The companions to whom he spoke, a small congregation of hip-looking 20-somethings, nodded vigorously. Several met his declaration with vocal affirmations of its veracity.

On my other side, a man with a scruffy beard inquired about my origins. An aspiring symphony cellist, he enlightened me on the particulars of the great stringed instrument: what draws one to the cello, how players care for theirs, the emotions evoked by the plucking of its chords.

A vendor armed with menus for a nearby Mexican deli made his way down the line that stretched out of sight both ahead of and behind me. He called out various dishes to its increasingly hungry constituents. Clients could order sustenance on the spot and have it delivered without abandoning their posts. What brilliant opportunism, I thought.

The wait that bound us all in this snaking artery through the heart of Central Park was for no less worthy prize than free tickets to a production of The Tempest. Shakespeare in the Park is a wonderful tradition that makes world-class theater accessible to all who are willing to wait for it. The most dedicated are found camped out at the front, ensconced in blanket forts with ample reading materials and enough provisions to last seven barren years. Or at least seven hours.

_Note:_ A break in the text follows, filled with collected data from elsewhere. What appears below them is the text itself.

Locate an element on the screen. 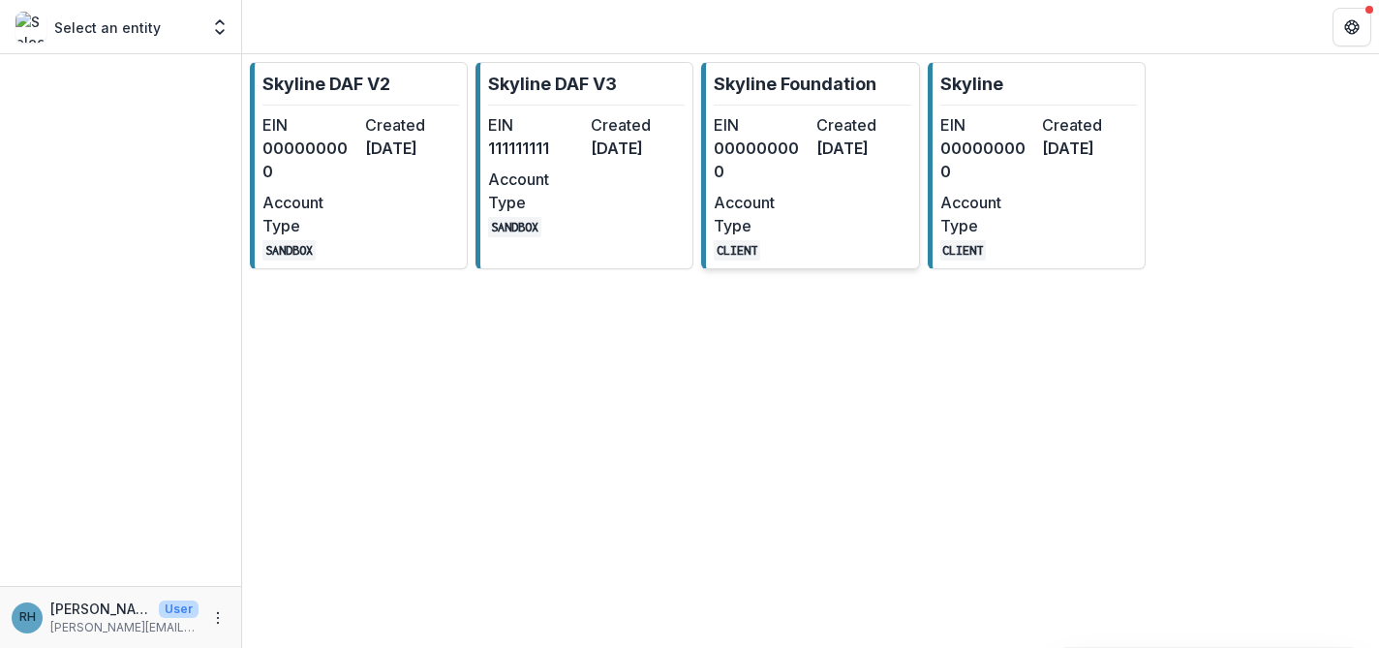 This screenshot has width=1379, height=648. button: Open entity switcher is located at coordinates (220, 27).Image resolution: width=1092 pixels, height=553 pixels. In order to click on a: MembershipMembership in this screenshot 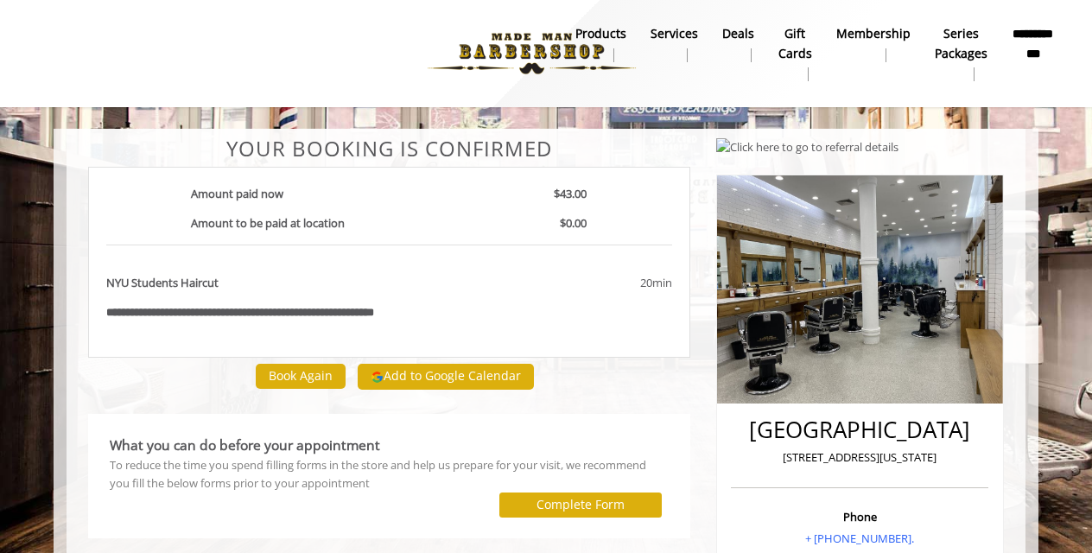, I will do `click(873, 44)`.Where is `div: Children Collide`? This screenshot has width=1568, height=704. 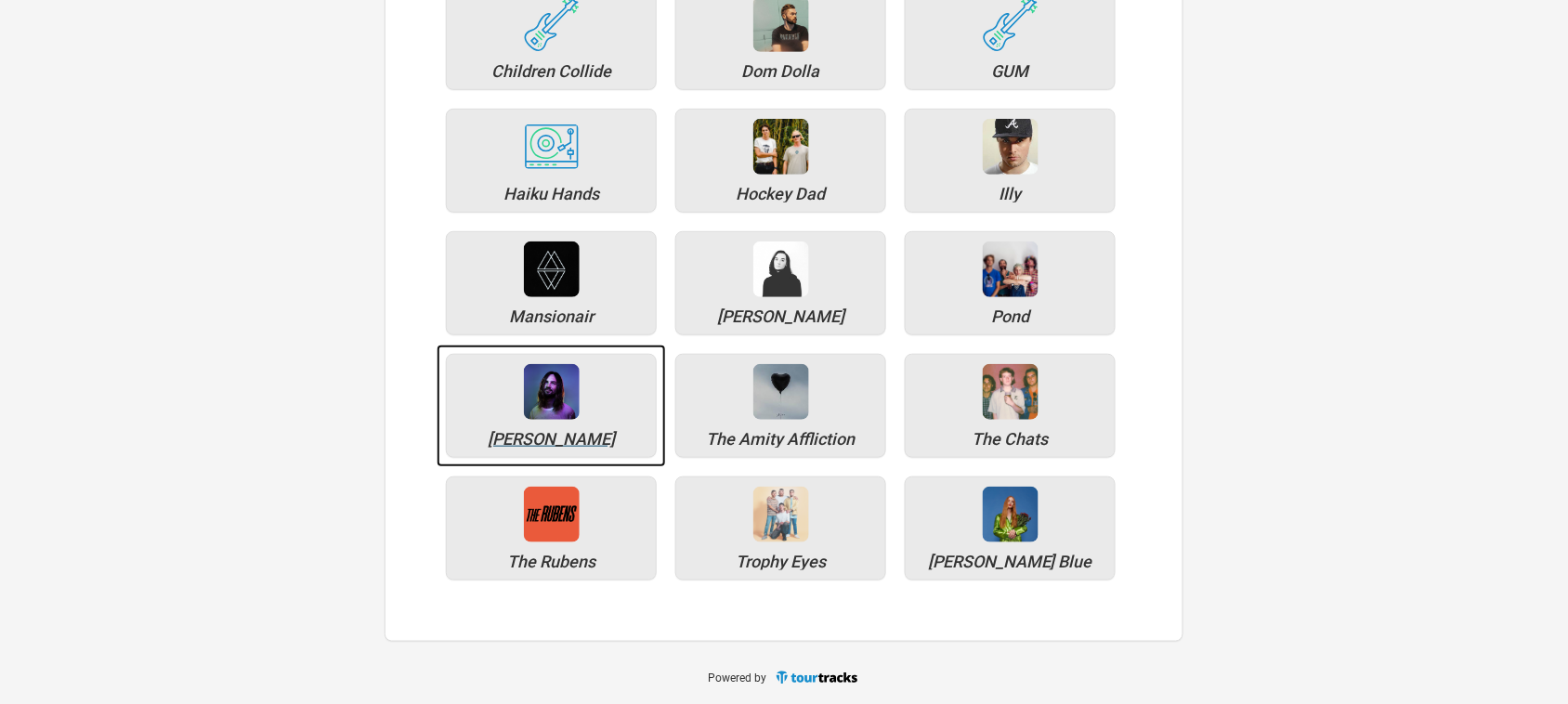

The enthusiastic but slightly less zealous are found behind the indomitably patient avant-garde, biting their nails as the hours tick by, the uncertainty of whether their spots are forward enough to grant them a golden ticket looming overhead.

I had once before waited on this line with my sister in a previous season. We arrived at what we considered an ungodly hour of the morning and assumed our stations in a position that quickly lost its rearmost status as many more tacked on behind us, only to be told hours later that we had not made the cut. We returned home without tickets in our hands but with plenty of good conversation in our heads.

This time around, the friend with whom I waited and I arrived at an even more blasphemous hour for college students on summer break to be awake on a Sunday morning, and we were duly rewarded. Not only with tickets to a spectacular show, but with the sights and sounds of hundreds of fanatical theater-attending hopefuls that constituted a truly spectacular pre-show, as well.

The Tempest is a striking piece, brimming with drama and humor and intrigue. As satisfying as seeing it is the discovery of all these elements in the arguably equally poetic context of five hours on a bench in the park.